Funds for projects are also not an issue for the cash-rich Piramals. As a policy, the real estate fund belonging to the listed Piramal Enterprises does not fund Piramal Realty projects. "That is because of corporate ethics," says Anand. The New York-based private equity firm Warburg Pincus invested $284 million in July 2015 for a minority stake. A month later, financial services giant Goldman Sachs invested another $150 million in what was the largest investment in India's real estate sector. "That shows the faith in our capabilities and our reputation as a group," says Anand, who is planning to buy more distressed assets in the real estate market.
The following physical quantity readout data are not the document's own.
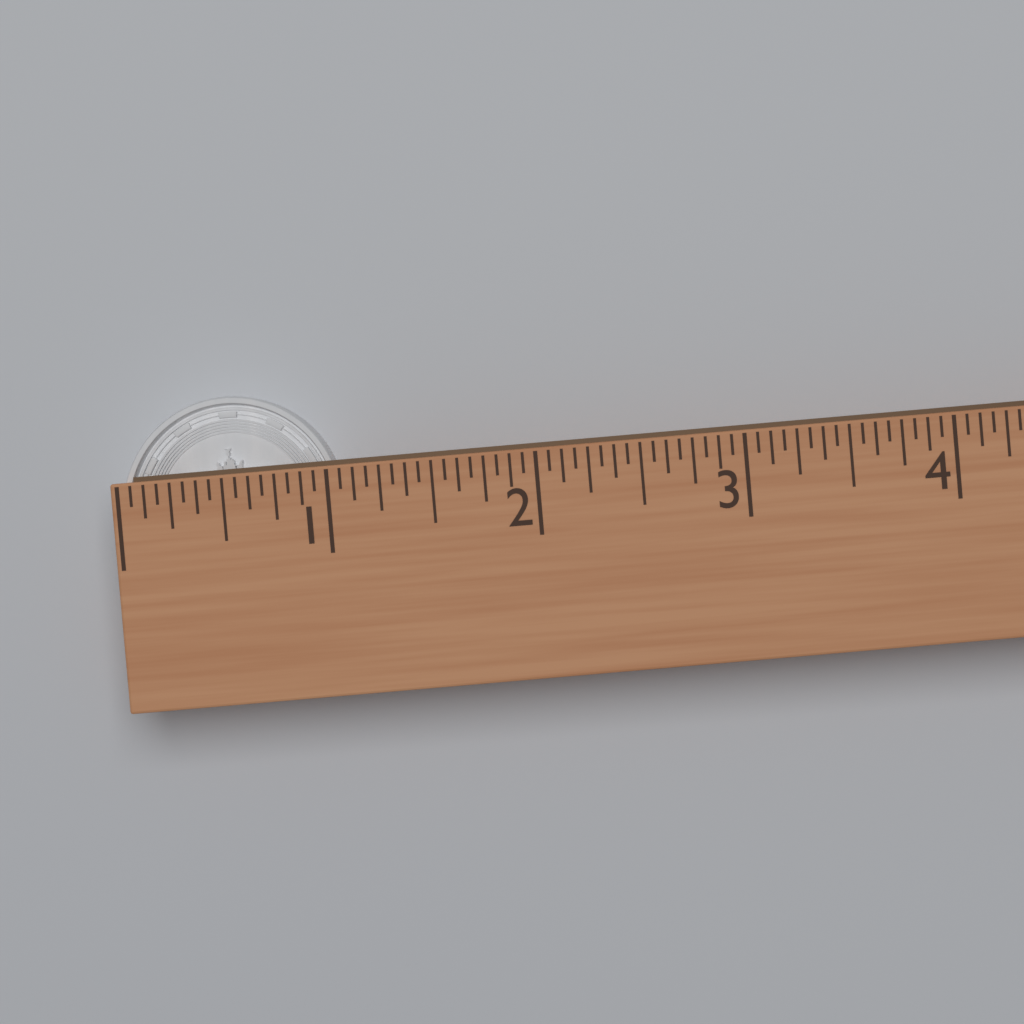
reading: 1.0625 (no unit)
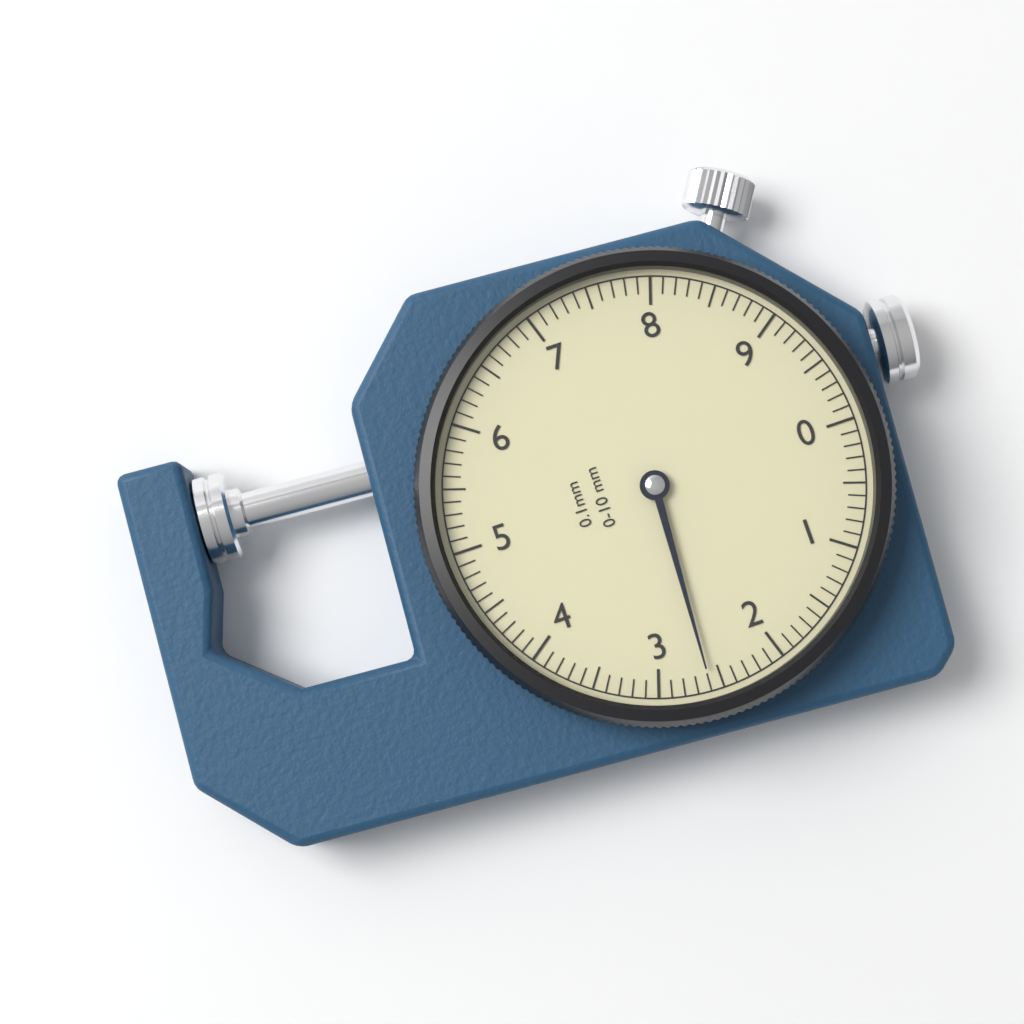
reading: 2.6 mm
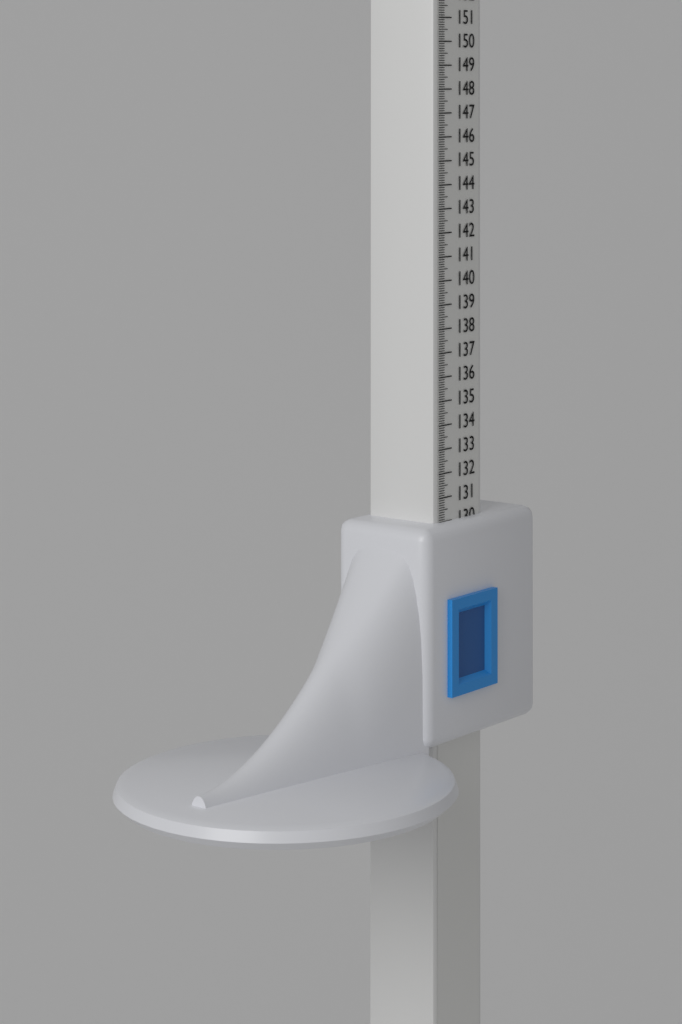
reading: 130.0 cm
"More consolidation will happen in the sector as many companies we approached earlier are coming back to us to sell at a lower price," says Anand. He wants to make Piramal Realty among the top three real estate companies in India by net asset value by 2020, the year his father hopes to take the group's net asset value to $20 billion from $9.5 billion at present. It seems the Piramal Group is on course to meet its target.